→ What the task asks
Repeat the listing below exactly from the line with "Image resolution: width=1459" through its last line. Skip every picture.

→ Provided data
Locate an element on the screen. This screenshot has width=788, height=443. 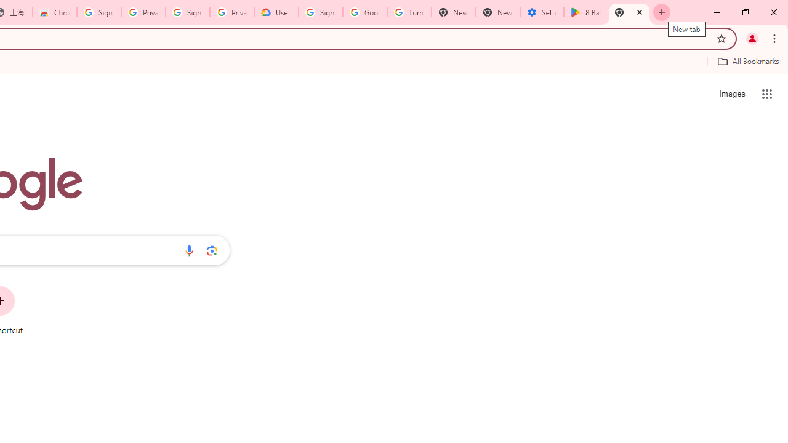
New Tab is located at coordinates (629, 12).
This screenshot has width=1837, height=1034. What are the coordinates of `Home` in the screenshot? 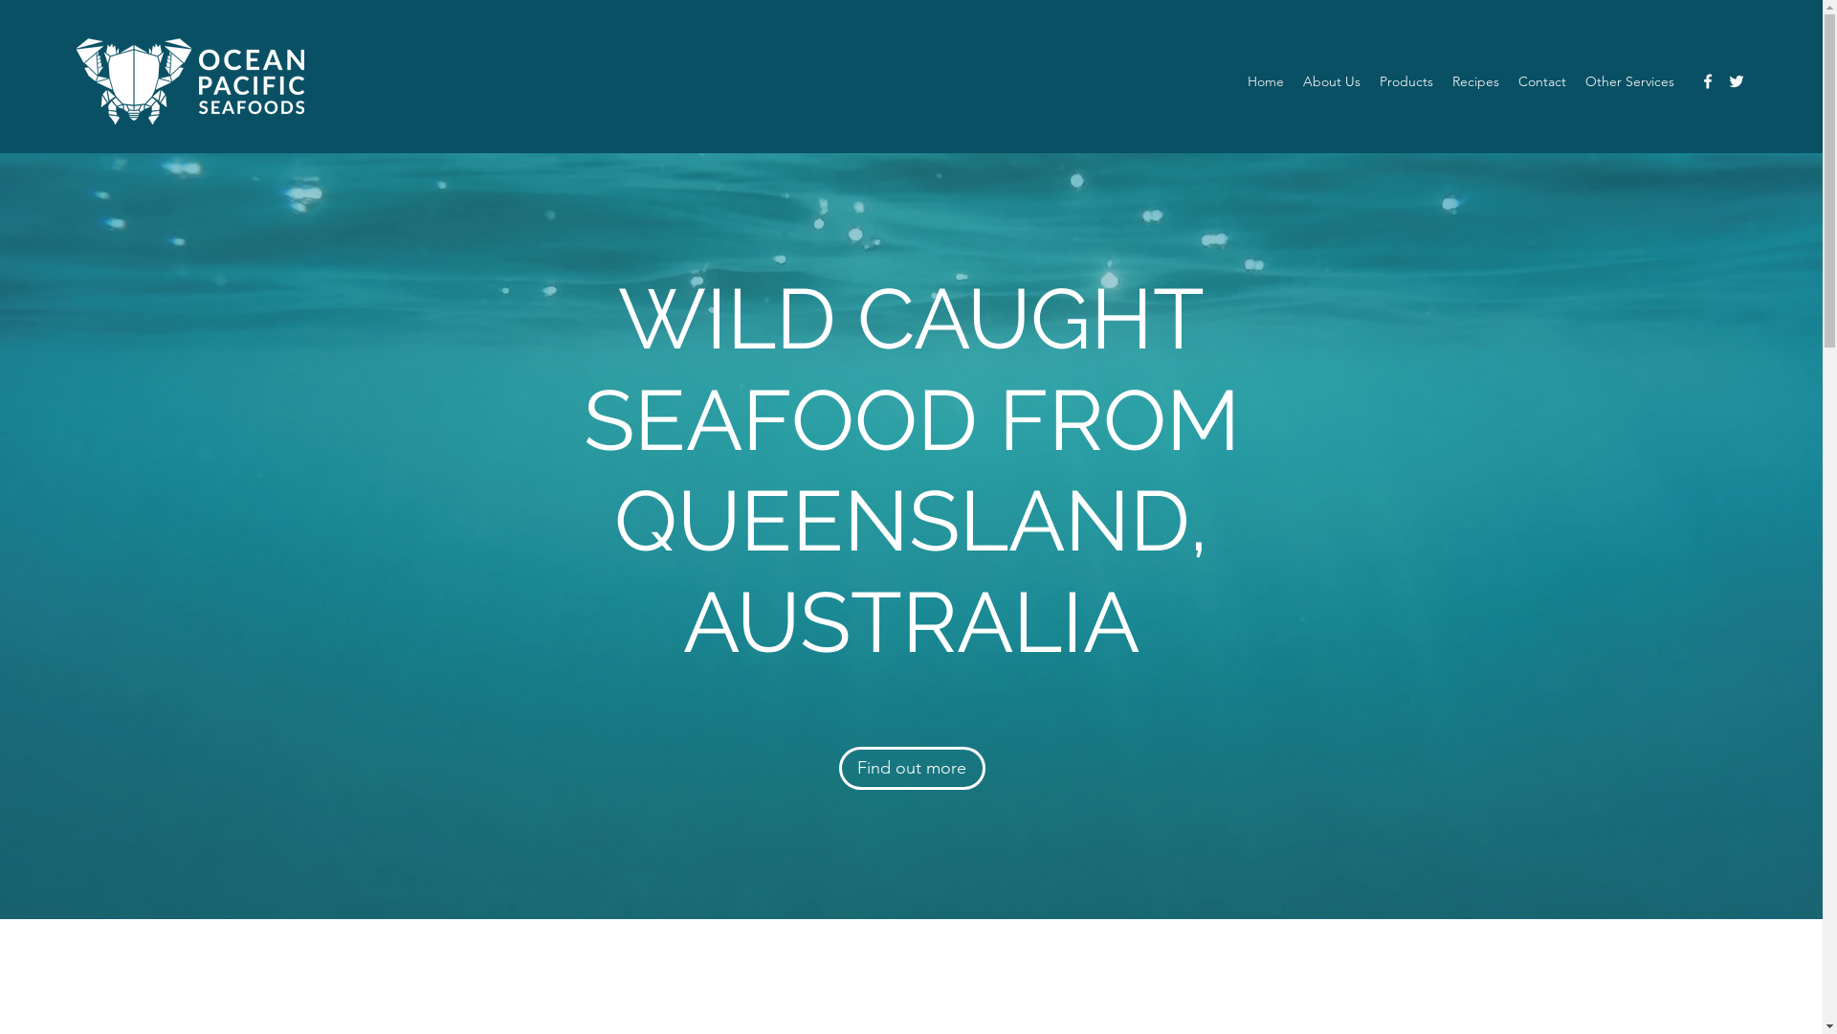 It's located at (1266, 81).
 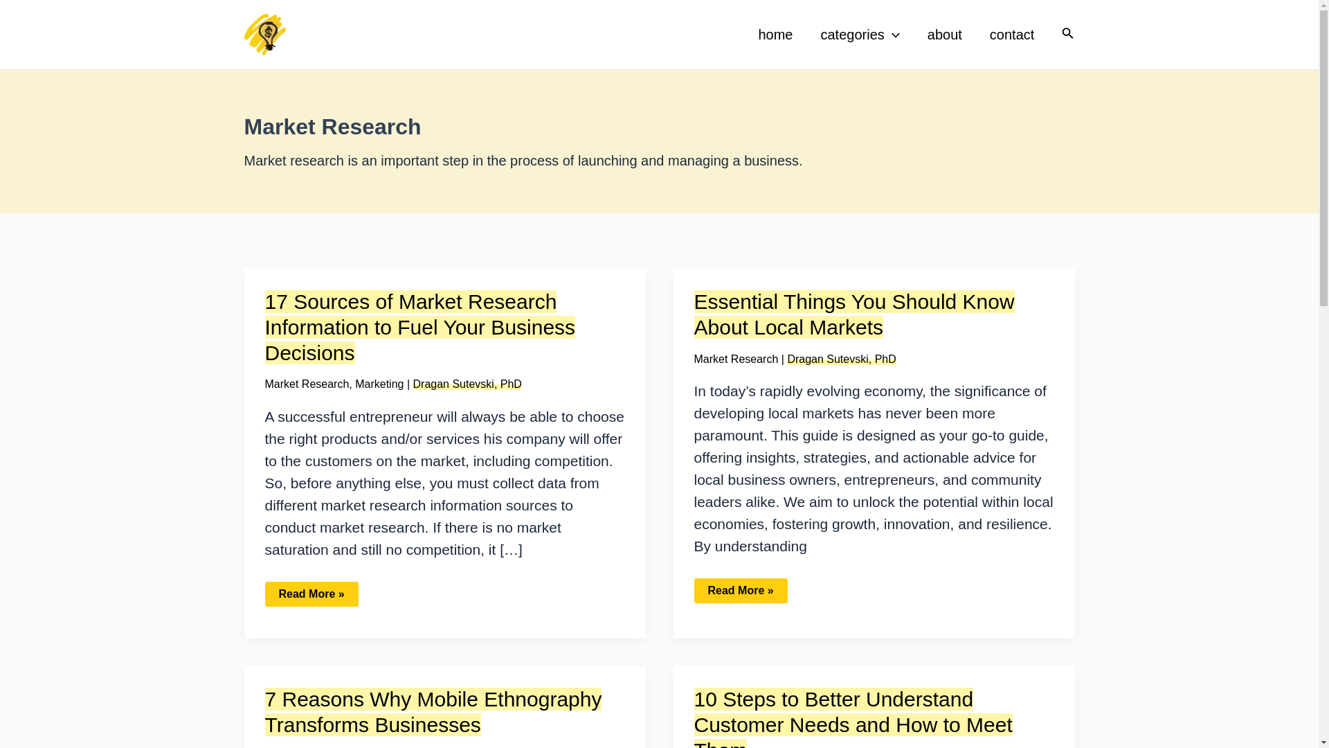 What do you see at coordinates (379, 383) in the screenshot?
I see `Marketing` at bounding box center [379, 383].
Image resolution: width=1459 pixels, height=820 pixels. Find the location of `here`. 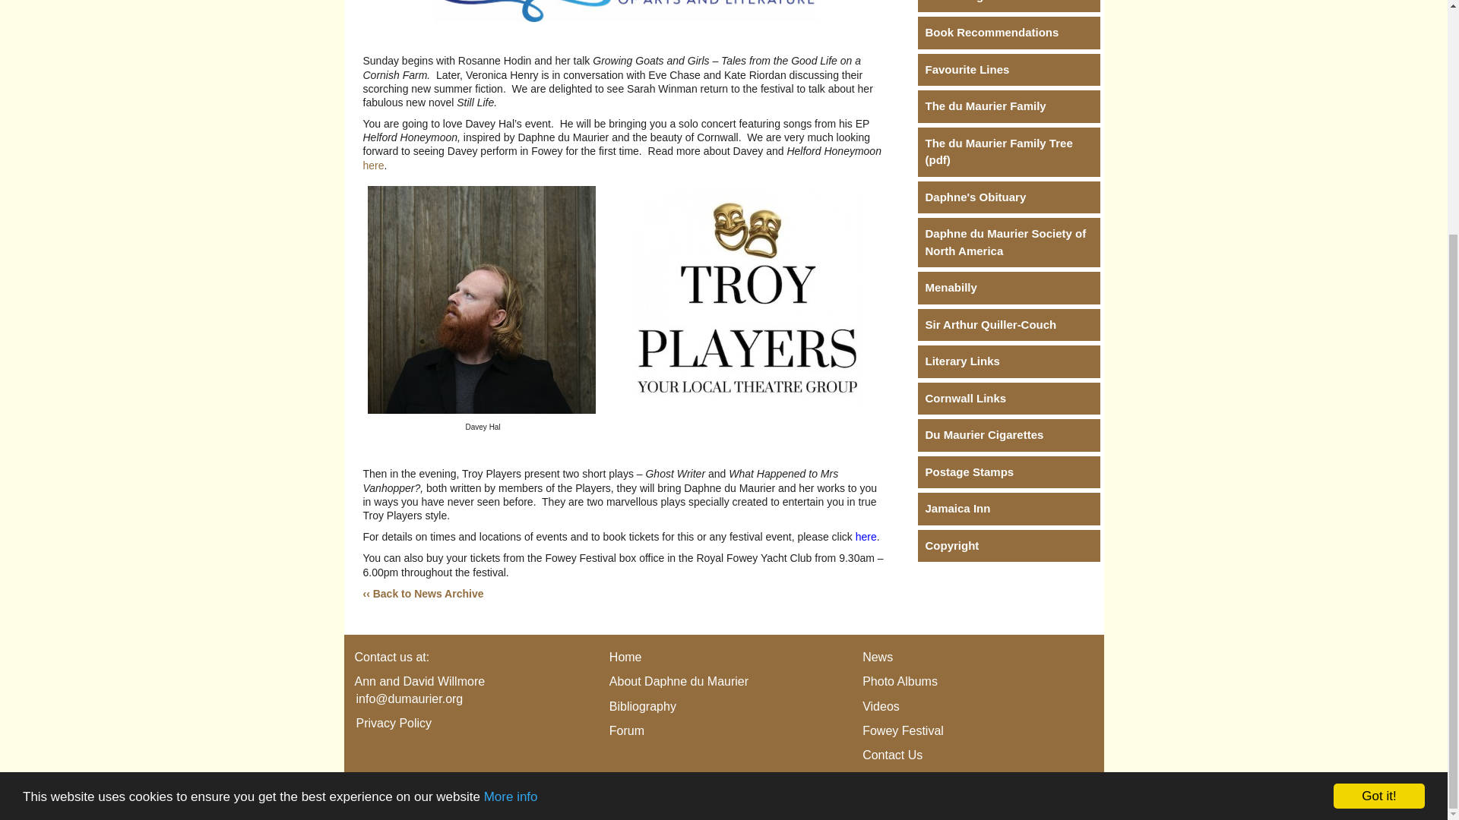

here is located at coordinates (865, 536).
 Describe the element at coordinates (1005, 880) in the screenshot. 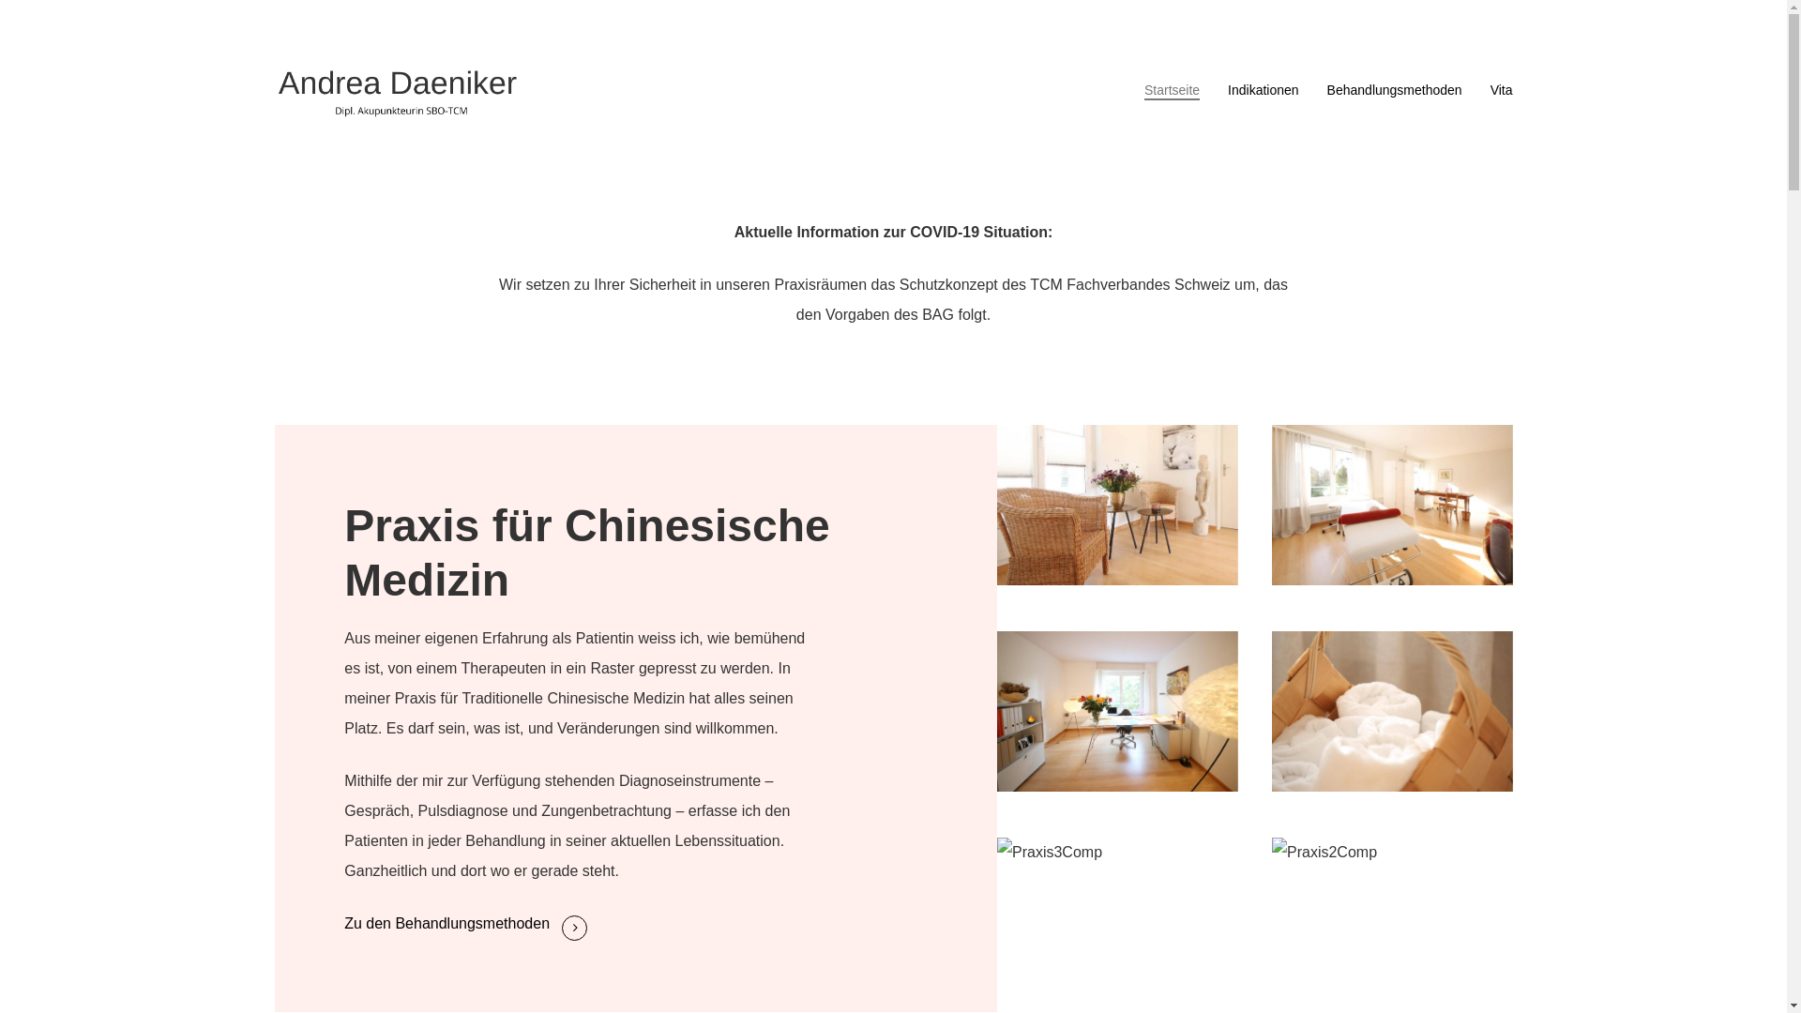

→ Answer below
Image resolution: width=1459 pixels, height=820 pixels. Find the location of `here`. 

here is located at coordinates (865, 536).
 Describe the element at coordinates (1005, 880) in the screenshot. 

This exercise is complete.